2dimes wrote:I believe Duk that several police officers on earth are jerks, dishing out unreasonable beatings for little to no reason.
Let's be real, videos of police murdering black guys exist. It seems unbelievable but I reluctantly watched one. That's not ok.
Unlike the folks Koolbak is talking about, if police officers are near by abusing innocent people dumb enough to wander into a particular place. I don't think. "I'm going down to get me some of that."
Doesn't matter one fucking bit your skin color, sexual preferences, religion, political vent, number if extremeties. People are either decent or they're not.
I believe that's true for police too.
KoolBak wrote:Of course it's true for police too. And tailors. And bankers. And truck drivers. I said PEOPLE

I was working with some of my favourite cops today, which reminded me that I hadn't gotten around to responding to this.
Yes, there's good people and bad people, and that includes good cops and bad cops.
It isn't about the cops being bad people. It's about the fact that there's nothing to reign them in.
ALL of us are corruptible. All of us, from time to time, face a temptation to do something that we know is wrong. Our conscience is our first line of defense. Most of our evil deeds get stopped in their tracks because Jiminy Cricket pops up in the back of our heads and says "you don't want to do that." But when we're angry or stressed, sometimes our conscience isn't strong enough. That's where the law steps in. It's our second line of defense. When the temptation to beat the shit out of someone grows strong enough that our conscience alone won't hold us back, the thought of going to jail helps hold us back.
The cops don't have this second line of defense. When they lose their temper and beat the shit out of someone, they say "resisting arrest" and four times out of five that will end any investigation right there and then. In the unlikely event that a deeper investigation takes place, they face only a 1/3 chance of actually being charged. If they are charged, they face only a 1/3 chance of being convicted. If they are convicted, they face only a 1/3 chance of being incarcerated.
If you or I lose our temper and beat the shit out of someone, our chances of going to jail are about 25%. If a cop loses his temper and beats the shit out of someone, his chances of going to jail are about 3%.
This isn't a condemnation of the cops as people. As people, they are neither more nor less perfect than the rest of us. It's a condemnation of the system, which does everything possible to prevent them from being held to account. Police departments and police unions work together to prevent cops from being charged or convicted.

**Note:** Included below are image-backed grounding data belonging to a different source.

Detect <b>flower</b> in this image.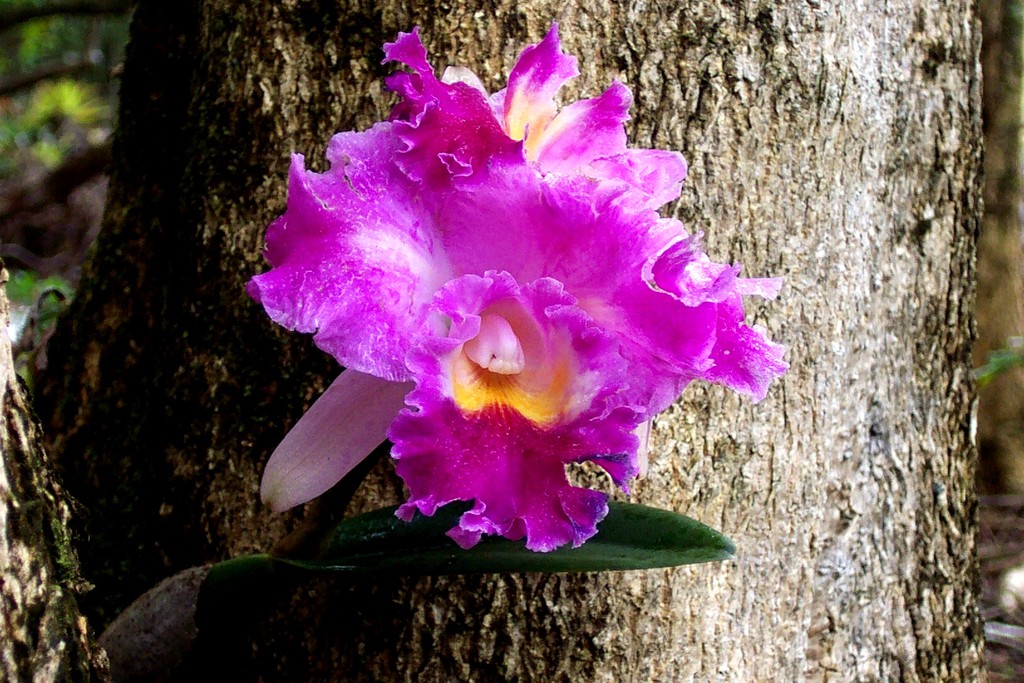
Detection: x1=262 y1=69 x2=775 y2=582.
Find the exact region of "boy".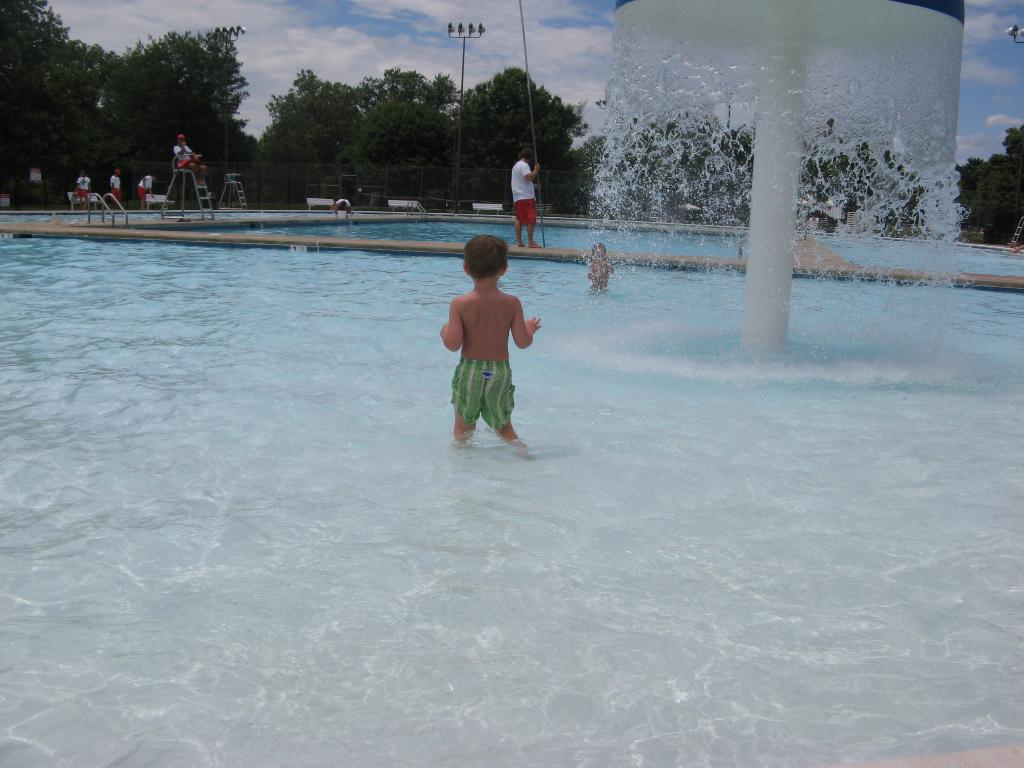
Exact region: Rect(432, 241, 548, 451).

The normal management versus union stance doesn't apply here -- the unions want to protect their member, but the department also wants to protect them, because if it's proven that they acted wrongfully, the department might have to pay a settlement. The prosecutors pull their punches and play nice with the cops, since they depend on the police for assistance in other cases. The judges are more likely to believe a cop, especially if his victim was some lowlife. But even if the victim was a normal citizen, the judges still give the benefit of the doubt to police testimony. So everybody in the system -- the cop, his buddies on the force, his union, his five-star attorney provided by the union, his superior officers and the police commission, the judges and even the prosecutor himself -- is lined up to either help or at least not hurt the cop's defense.
Add to that the fact that they are being trained with an "us versus them" mentality, and armed with military-grade hardware, and it's a prescription for a pogrom.
Most of them are not bad people, but the system is set up to indulge the bad ones, and it does nothing to hinder the good ones when they too yield to their worse impulses. You'd have a lot more bank tellers stealing if the banks worked as hard as the police departments at preventing prosecution of the bad apples!